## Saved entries
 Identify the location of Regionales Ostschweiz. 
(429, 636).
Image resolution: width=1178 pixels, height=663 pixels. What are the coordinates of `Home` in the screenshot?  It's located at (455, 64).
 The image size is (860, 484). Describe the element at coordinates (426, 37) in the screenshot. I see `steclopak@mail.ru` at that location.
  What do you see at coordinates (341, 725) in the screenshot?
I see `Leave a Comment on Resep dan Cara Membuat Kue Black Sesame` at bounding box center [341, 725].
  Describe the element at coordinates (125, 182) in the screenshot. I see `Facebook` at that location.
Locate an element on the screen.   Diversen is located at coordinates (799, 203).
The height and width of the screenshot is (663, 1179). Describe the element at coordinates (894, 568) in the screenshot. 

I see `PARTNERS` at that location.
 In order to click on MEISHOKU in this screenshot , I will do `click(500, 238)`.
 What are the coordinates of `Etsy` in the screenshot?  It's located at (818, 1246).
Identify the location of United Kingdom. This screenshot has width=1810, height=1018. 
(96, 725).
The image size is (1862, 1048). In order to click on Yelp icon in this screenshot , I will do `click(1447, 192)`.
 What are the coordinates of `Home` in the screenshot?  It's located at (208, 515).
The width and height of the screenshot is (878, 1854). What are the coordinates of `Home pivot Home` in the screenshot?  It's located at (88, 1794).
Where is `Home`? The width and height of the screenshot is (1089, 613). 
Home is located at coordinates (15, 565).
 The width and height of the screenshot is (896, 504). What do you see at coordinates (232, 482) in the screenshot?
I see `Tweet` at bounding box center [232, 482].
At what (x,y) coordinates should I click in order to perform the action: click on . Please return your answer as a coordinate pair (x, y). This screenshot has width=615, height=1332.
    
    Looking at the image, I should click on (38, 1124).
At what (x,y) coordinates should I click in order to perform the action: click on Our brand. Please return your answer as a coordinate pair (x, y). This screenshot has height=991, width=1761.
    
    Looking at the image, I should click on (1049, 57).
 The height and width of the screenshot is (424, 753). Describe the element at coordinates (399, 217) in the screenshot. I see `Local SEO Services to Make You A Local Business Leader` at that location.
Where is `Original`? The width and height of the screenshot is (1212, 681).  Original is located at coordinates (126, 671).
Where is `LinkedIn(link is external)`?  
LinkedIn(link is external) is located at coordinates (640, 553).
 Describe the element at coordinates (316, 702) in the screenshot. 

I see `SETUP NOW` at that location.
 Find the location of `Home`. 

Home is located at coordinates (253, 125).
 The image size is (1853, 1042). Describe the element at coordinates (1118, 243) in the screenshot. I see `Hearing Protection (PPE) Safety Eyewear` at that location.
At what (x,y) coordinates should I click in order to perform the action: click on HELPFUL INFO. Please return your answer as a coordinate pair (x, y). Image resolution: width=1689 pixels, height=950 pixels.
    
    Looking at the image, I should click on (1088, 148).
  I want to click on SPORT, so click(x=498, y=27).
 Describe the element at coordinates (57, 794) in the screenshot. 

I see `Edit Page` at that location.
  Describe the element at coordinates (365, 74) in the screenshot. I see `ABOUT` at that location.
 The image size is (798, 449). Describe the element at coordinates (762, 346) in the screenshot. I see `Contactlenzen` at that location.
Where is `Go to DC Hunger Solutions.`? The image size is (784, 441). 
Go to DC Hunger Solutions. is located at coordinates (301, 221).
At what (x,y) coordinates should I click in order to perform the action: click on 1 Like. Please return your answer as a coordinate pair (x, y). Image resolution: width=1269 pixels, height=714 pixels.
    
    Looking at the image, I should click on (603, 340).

## WHAT IS EXPECTED
Having read the entries, repeat them all exactly.

## SOLUTION TO THIS TASK
 Identify the location of Regionales Ostschweiz. 
(429, 636).
Image resolution: width=1178 pixels, height=663 pixels. What are the coordinates of `Home` in the screenshot?  It's located at (455, 64).
 The image size is (860, 484). Describe the element at coordinates (426, 37) in the screenshot. I see `steclopak@mail.ru` at that location.
  What do you see at coordinates (341, 725) in the screenshot?
I see `Leave a Comment on Resep dan Cara Membuat Kue Black Sesame` at bounding box center [341, 725].
  Describe the element at coordinates (125, 182) in the screenshot. I see `Facebook` at that location.
Locate an element on the screen.   Diversen is located at coordinates (799, 203).
The height and width of the screenshot is (663, 1179). Describe the element at coordinates (894, 568) in the screenshot. 

I see `PARTNERS` at that location.
 In order to click on MEISHOKU in this screenshot , I will do `click(500, 238)`.
 What are the coordinates of `Etsy` in the screenshot?  It's located at (818, 1246).
Identify the location of United Kingdom. This screenshot has width=1810, height=1018. 
(96, 725).
The image size is (1862, 1048). In order to click on Yelp icon in this screenshot , I will do `click(1447, 192)`.
 What are the coordinates of `Home` in the screenshot?  It's located at (208, 515).
The width and height of the screenshot is (878, 1854). What are the coordinates of `Home pivot Home` in the screenshot?  It's located at (88, 1794).
Where is `Home`? The width and height of the screenshot is (1089, 613). 
Home is located at coordinates (15, 565).
 The width and height of the screenshot is (896, 504). What do you see at coordinates (232, 482) in the screenshot?
I see `Tweet` at bounding box center [232, 482].
At what (x,y) coordinates should I click in order to perform the action: click on . Please return your answer as a coordinate pair (x, y). This screenshot has width=615, height=1332.
    
    Looking at the image, I should click on (38, 1124).
At what (x,y) coordinates should I click in order to perform the action: click on Our brand. Please return your answer as a coordinate pair (x, y). This screenshot has height=991, width=1761.
    
    Looking at the image, I should click on (1049, 57).
 The height and width of the screenshot is (424, 753). Describe the element at coordinates (399, 217) in the screenshot. I see `Local SEO Services to Make You A Local Business Leader` at that location.
Where is `Original`? The width and height of the screenshot is (1212, 681).  Original is located at coordinates (126, 671).
Where is `LinkedIn(link is external)`?  
LinkedIn(link is external) is located at coordinates (640, 553).
 Describe the element at coordinates (316, 702) in the screenshot. 

I see `SETUP NOW` at that location.
 Find the location of `Home`. 

Home is located at coordinates (253, 125).
 The image size is (1853, 1042). Describe the element at coordinates (1118, 243) in the screenshot. I see `Hearing Protection (PPE) Safety Eyewear` at that location.
At what (x,y) coordinates should I click in order to perform the action: click on HELPFUL INFO. Please return your answer as a coordinate pair (x, y). Image resolution: width=1689 pixels, height=950 pixels.
    
    Looking at the image, I should click on (1088, 148).
  I want to click on SPORT, so click(x=498, y=27).
 Describe the element at coordinates (57, 794) in the screenshot. 

I see `Edit Page` at that location.
  Describe the element at coordinates (365, 74) in the screenshot. I see `ABOUT` at that location.
 The image size is (798, 449). Describe the element at coordinates (762, 346) in the screenshot. I see `Contactlenzen` at that location.
Where is `Go to DC Hunger Solutions.`? The image size is (784, 441). 
Go to DC Hunger Solutions. is located at coordinates (301, 221).
At what (x,y) coordinates should I click in order to perform the action: click on 1 Like. Please return your answer as a coordinate pair (x, y). Image resolution: width=1269 pixels, height=714 pixels.
    
    Looking at the image, I should click on (603, 340).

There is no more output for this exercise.